The company is not part of his laboratory and while it makes a profit, Sykes says that is not the motivation.

"It's a revelation that people are so interested in their origins. Why do we care? We have seven women who did exist and nonetheless there are uncertain elements. [His descriptions of the seven in the book] are a literary device. It is fiction but does strike home.

"Before I started, ancestors were a hazy collection of dead people. I never thought of them as individuals. I do want to know what their lives were like and how they compare to our lives. Because we've shown that genetically they were very much the same as we are today and all the DNA in our body came from these individuals. I thought this a powerful and emotional feeling, irrational but powerful."

In his book Sykes recounts the experience of one of his colleagues, Jendayi Serwah, whose parents had arrived in Britain from Jamaica as teenagers.

Their ancestor had been slaves, taken from Africa and sold to plantation owners. As slaves they lost their identity, received European names and any record of their birth, parentage and heritage obliterated.

While she assumed her ancestry was African, Sykes was able to take her DNA and match it to Kenyan Kikuyu.

Sykes writes, "She was literally lost for words. Here at last was the individual proof she had wanted for so long. It was as if the DNA was itself a written document from her ancestors, which in a sense it was; a document that had been handed down one generation at a time, from the woman who had endured and survived the terrible voyage from Africa. A document that could not be obliterated by the plantation owners as it passed unseen and unread for generations. And now in Jendayi, here it was, a perfect copy of the African original preserved in her own body."

What became of Tsar Nicholas, the ruler of imperial Russia, and his family?

In 1991 nine bodies were recovered from shallow graves in birch woods outside Ekaterinburg, in the Russian Urals.
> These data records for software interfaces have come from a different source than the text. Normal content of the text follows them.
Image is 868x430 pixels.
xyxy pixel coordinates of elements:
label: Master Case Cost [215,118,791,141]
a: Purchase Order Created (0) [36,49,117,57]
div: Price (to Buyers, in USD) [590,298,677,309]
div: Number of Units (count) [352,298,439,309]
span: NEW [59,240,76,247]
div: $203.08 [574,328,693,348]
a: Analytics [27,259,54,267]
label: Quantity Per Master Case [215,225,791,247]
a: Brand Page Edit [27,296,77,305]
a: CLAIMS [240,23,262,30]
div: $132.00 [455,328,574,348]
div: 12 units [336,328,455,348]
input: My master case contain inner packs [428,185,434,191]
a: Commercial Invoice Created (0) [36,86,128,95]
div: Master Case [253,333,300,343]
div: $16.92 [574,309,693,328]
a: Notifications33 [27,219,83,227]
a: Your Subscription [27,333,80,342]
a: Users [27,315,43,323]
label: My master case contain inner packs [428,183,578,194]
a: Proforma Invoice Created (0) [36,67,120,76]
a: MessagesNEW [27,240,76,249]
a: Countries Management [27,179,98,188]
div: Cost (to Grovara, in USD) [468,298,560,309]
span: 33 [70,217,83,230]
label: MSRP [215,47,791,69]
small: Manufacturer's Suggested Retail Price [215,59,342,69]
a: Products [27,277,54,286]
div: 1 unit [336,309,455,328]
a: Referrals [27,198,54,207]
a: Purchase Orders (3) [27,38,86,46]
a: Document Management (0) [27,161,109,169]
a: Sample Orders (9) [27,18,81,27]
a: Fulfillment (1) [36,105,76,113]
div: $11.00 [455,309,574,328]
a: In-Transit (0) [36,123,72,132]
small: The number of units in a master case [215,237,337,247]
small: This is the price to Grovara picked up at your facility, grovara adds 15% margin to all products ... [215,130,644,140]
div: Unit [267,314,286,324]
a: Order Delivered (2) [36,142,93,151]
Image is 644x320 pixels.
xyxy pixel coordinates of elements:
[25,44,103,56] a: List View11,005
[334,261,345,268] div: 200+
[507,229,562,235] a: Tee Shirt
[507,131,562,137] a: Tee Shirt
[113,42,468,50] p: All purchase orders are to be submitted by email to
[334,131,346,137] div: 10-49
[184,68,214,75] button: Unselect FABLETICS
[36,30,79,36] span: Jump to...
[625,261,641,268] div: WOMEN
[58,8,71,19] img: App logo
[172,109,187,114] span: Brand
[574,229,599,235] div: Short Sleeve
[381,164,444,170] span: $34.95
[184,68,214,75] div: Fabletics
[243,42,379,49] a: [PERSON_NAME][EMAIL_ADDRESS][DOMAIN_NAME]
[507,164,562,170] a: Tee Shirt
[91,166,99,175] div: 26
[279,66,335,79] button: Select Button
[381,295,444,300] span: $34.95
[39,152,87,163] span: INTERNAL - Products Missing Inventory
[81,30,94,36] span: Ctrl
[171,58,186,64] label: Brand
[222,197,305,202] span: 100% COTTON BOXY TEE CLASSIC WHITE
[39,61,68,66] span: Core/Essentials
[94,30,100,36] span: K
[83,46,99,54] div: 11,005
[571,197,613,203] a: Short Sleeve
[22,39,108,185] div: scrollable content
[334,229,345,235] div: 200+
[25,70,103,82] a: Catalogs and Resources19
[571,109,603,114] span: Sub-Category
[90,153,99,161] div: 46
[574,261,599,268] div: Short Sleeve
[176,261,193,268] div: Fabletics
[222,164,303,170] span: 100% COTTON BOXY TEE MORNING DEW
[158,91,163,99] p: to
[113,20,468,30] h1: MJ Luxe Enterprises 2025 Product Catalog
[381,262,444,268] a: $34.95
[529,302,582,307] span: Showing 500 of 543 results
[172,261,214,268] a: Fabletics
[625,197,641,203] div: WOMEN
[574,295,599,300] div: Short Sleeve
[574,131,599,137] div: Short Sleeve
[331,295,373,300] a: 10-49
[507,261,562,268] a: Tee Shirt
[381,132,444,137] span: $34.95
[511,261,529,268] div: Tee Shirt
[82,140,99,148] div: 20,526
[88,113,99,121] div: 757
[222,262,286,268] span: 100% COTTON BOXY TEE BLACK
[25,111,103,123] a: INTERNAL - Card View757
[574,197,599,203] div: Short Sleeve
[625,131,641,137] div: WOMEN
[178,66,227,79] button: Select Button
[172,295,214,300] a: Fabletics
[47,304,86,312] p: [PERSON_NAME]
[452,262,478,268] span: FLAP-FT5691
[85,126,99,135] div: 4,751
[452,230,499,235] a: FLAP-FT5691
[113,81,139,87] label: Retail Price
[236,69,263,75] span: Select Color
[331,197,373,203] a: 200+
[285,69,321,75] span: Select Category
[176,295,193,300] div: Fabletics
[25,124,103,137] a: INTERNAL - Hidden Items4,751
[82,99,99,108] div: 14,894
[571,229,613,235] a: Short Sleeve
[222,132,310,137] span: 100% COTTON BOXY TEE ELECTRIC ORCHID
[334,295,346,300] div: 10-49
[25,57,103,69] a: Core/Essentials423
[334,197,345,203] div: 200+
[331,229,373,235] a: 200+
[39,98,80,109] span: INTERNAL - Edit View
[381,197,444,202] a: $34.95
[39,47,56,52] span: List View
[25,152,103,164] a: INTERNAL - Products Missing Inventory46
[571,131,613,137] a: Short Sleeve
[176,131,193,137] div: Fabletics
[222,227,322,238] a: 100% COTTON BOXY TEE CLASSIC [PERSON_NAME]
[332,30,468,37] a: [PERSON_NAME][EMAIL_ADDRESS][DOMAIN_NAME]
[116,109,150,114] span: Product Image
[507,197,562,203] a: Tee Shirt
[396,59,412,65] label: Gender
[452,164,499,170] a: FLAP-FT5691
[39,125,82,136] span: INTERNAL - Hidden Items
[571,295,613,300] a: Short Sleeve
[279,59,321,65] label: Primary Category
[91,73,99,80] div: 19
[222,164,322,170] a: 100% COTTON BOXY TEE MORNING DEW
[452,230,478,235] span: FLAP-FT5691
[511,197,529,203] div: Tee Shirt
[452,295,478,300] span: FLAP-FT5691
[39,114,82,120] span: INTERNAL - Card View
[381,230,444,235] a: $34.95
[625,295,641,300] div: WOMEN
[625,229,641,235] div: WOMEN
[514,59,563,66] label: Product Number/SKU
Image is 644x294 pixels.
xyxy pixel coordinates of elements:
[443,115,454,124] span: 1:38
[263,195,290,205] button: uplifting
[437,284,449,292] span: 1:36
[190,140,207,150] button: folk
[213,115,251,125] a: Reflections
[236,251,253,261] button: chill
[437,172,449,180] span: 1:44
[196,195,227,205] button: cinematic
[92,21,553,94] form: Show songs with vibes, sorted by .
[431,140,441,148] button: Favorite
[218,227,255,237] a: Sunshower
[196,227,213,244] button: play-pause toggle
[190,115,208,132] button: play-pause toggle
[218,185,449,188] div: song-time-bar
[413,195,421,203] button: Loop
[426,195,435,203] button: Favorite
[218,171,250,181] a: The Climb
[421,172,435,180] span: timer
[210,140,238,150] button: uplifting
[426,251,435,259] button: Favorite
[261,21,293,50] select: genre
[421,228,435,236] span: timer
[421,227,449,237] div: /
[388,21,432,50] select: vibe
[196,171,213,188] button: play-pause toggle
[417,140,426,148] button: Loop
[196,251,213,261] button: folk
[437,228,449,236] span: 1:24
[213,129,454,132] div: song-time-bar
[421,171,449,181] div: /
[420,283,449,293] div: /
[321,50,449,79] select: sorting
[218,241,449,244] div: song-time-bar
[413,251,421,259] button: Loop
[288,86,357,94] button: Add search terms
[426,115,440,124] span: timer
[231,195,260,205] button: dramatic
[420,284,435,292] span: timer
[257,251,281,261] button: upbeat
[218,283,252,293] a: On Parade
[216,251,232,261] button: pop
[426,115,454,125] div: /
Nearby was the site of the house where the Russian royals were reputedly executed in the cellar by their Bolshevik guards. Forensic evidence suggested that the skeletons belonged to the Tsar, the Tsarina, three of their children - Maria, Tatiana and Olga, their doctor Eugeny Botkin and three servants.

Sykes and his colleagues were able to prove via mDNA that there was a family of two adults and three children. The next step was to prove who they were.

After discreet negotiations they were able to collect a blood sample from Prince Philip, the Duke of Edinburgh who has a direct maternal link to the Russian royal family.

Prince Philip's DNA matched that taken from the skeletons. But what of the other two children, Alexei and Anastasia, whose bodies were never found?

Sykes has only been able to disprove the claims of Anastasia pretender Anna Anderson. The theory based on the accounts of some of the guards is that the final two children were put on a pyre and their charred remains lie near the grave of their parents, beyond the ability of even mDNA to prove who they were.